The other major new program provides more than a billion dollars for “21st Century Community Learning Centers,” which expand the set of services provided by schools to include doctors, nurses, dentists, social workers, and psychologists. The unions love this “Broader Bolder” vision of education, as they call it because it allows them to add a whole new set of staff to their union rolls. Having maxed out on organizing teachers, the unions would like to recruit health and social workers. The Department of Education obliges the unions by paying for schools that employ more non-teaching professionals.
It is also revealing to note which programs in the Department of Education have actually shrunk in real terms over the last four decades. Appropriations for career and technical education have fallen by 50 percent after adjusting for inflation between 1980 and 2019, from $2.54 billion to $1.27 billion. Many career and technical training programs are run by community colleges and businesses whose staff are not members of the teachers’ unions.
Appropriations for Indian education have declined 27 percent and impact aid for schools serving military families has dropped by 41 percent between 1980 and 2019, after adjusting for inflation. The unions prefer formula funded programs that pour money into districts’ general coffers over grant-based programs that would actually obligate them to serve discrete communities.
Perhaps most surprising, appropriations for civil rights enforcement by the Department of Education have also fallen 16 percent between 1980 and 2019, adjusting for inflation. The unions may talk a lot about protecting the rights of minorities, but actually sanctioning civil rights violations would involve punishing schools and teachers, which the unions would rather avoid.
Anyone who thinks it is essential to have a Department of Education to protect civil rights or to deliver programs to disadvantaged groups, like Native Americans, hasn’t looked at the department’s budget trends. They also don’t understand who the department is meant to serve. The Department of Education was created as a political payback to the teachers’ unions and it is designed to advocate for the material interests of the unions and their members, not to serve the needs of minorities.
As the pork-barrel politics of the Department of Education are laid bare, the survival of the department will depend on the continuing political influence of the unions. Unfortunately for the unions, their influence over the Republican party has largely evaporated as they went all-in on backing Democrats. And even among Democrats, their influence will shrink as the new Baby Bust reduces student enrollments and the number of unionized teachers serving that declining pool.

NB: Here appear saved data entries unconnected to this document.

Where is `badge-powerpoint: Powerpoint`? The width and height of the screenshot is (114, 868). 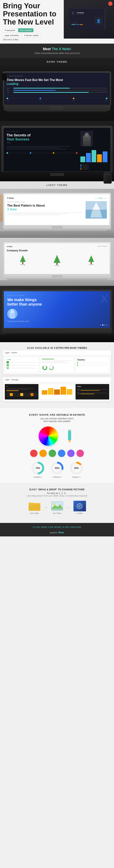
badge-powerpoint: Powerpoint is located at coordinates (10, 30).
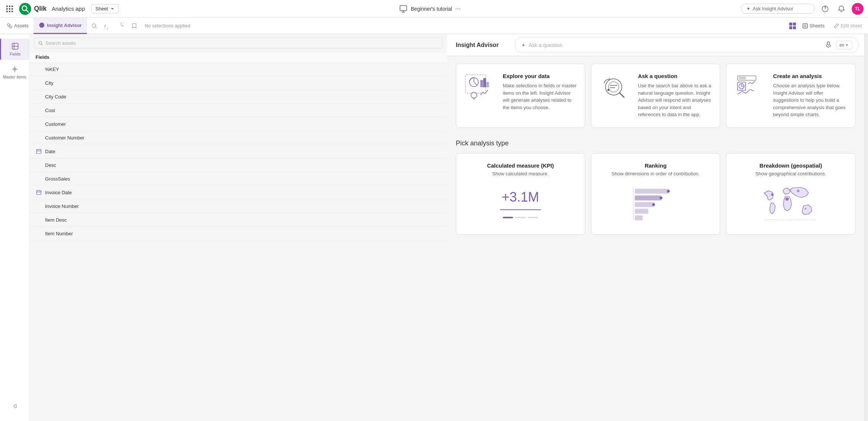 Image resolution: width=868 pixels, height=421 pixels. I want to click on field-name: City, so click(49, 83).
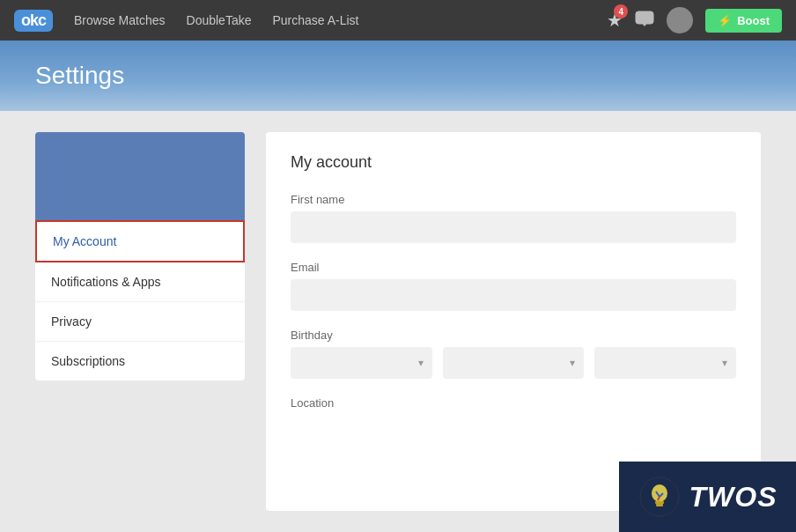 The image size is (796, 532). I want to click on nav-browse-matches: Browse Matches, so click(120, 20).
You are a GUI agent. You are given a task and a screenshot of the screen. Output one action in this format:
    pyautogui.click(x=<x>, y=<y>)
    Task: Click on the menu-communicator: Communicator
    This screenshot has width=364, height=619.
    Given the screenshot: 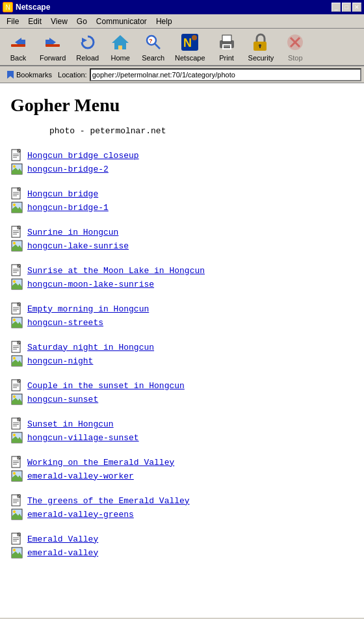 What is the action you would take?
    pyautogui.click(x=122, y=21)
    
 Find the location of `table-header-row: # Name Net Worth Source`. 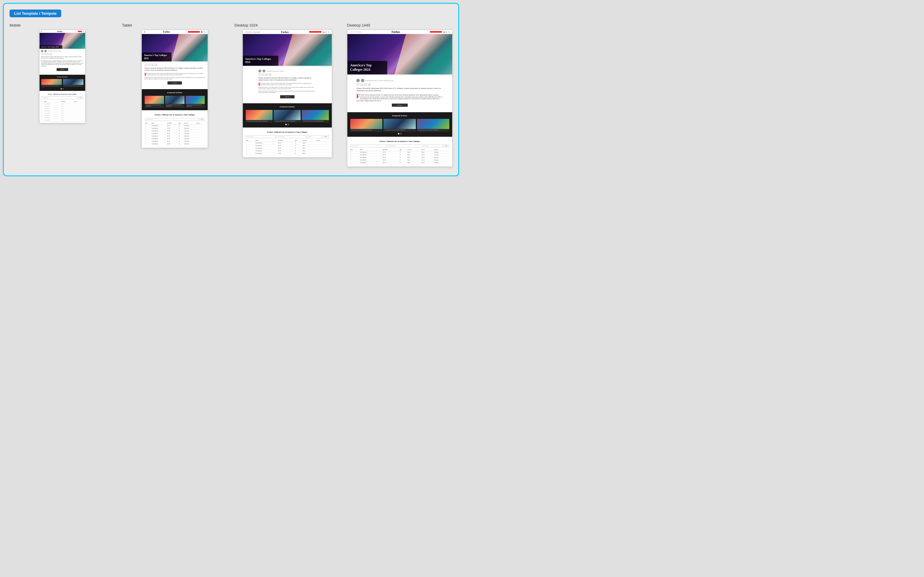

table-header-row: # Name Net Worth Source is located at coordinates (63, 102).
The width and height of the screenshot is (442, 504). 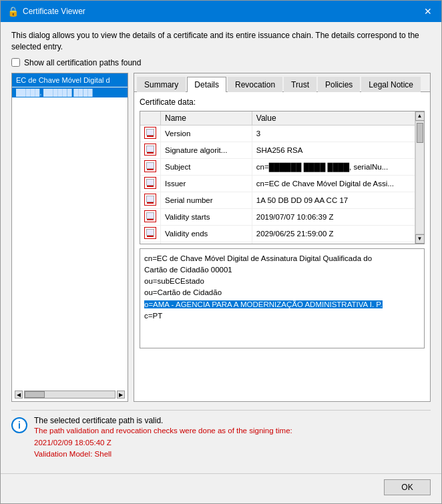 I want to click on detail-line5-highlighted: o=AMA - AGENCIA PARA A MODERNIZAÇÃO ADMI…, so click(x=263, y=304).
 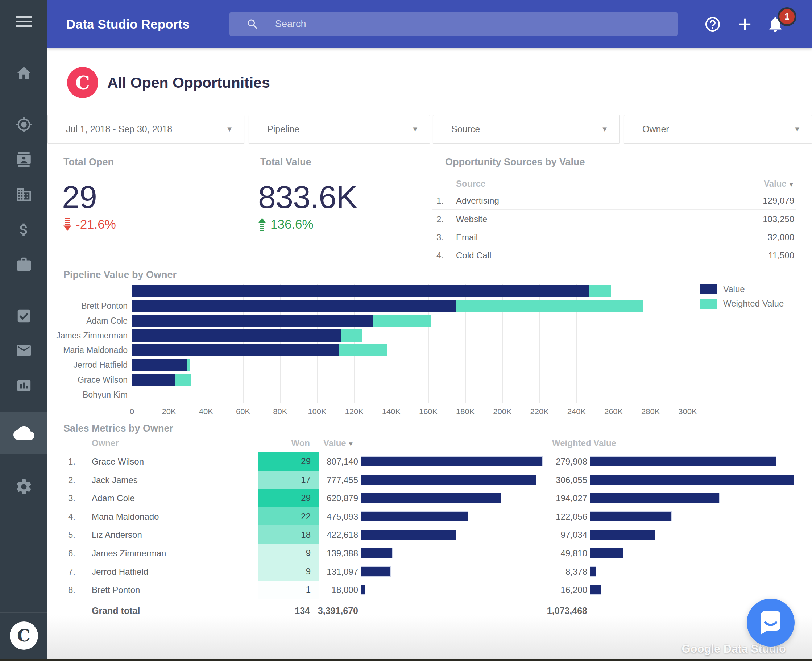 I want to click on sidebar-item-copper: C, so click(x=24, y=635).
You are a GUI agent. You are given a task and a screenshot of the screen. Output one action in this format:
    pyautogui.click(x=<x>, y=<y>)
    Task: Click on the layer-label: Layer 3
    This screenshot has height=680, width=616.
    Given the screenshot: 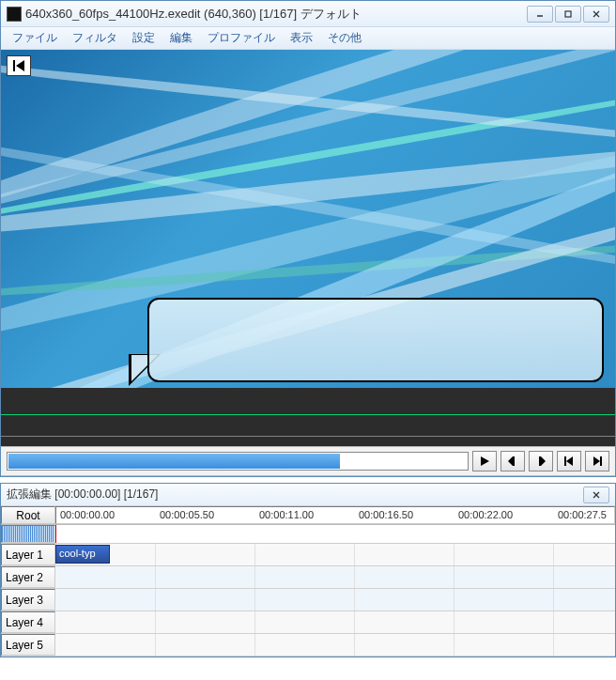 What is the action you would take?
    pyautogui.click(x=28, y=599)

The Department of Education may not be dismantled during the next Trump administration, but its days are likely numbered. And when it is eventually dismantled and existing programs are reallocated to other departments, no one will really miss how the department advocated for increased spending for a narrow constituency other than the direct beneficiaries of that spending. Naked power politics is a double-edged sword. The unions could extract resources when they were powerful political brokers, but those resources disappear when their power declines.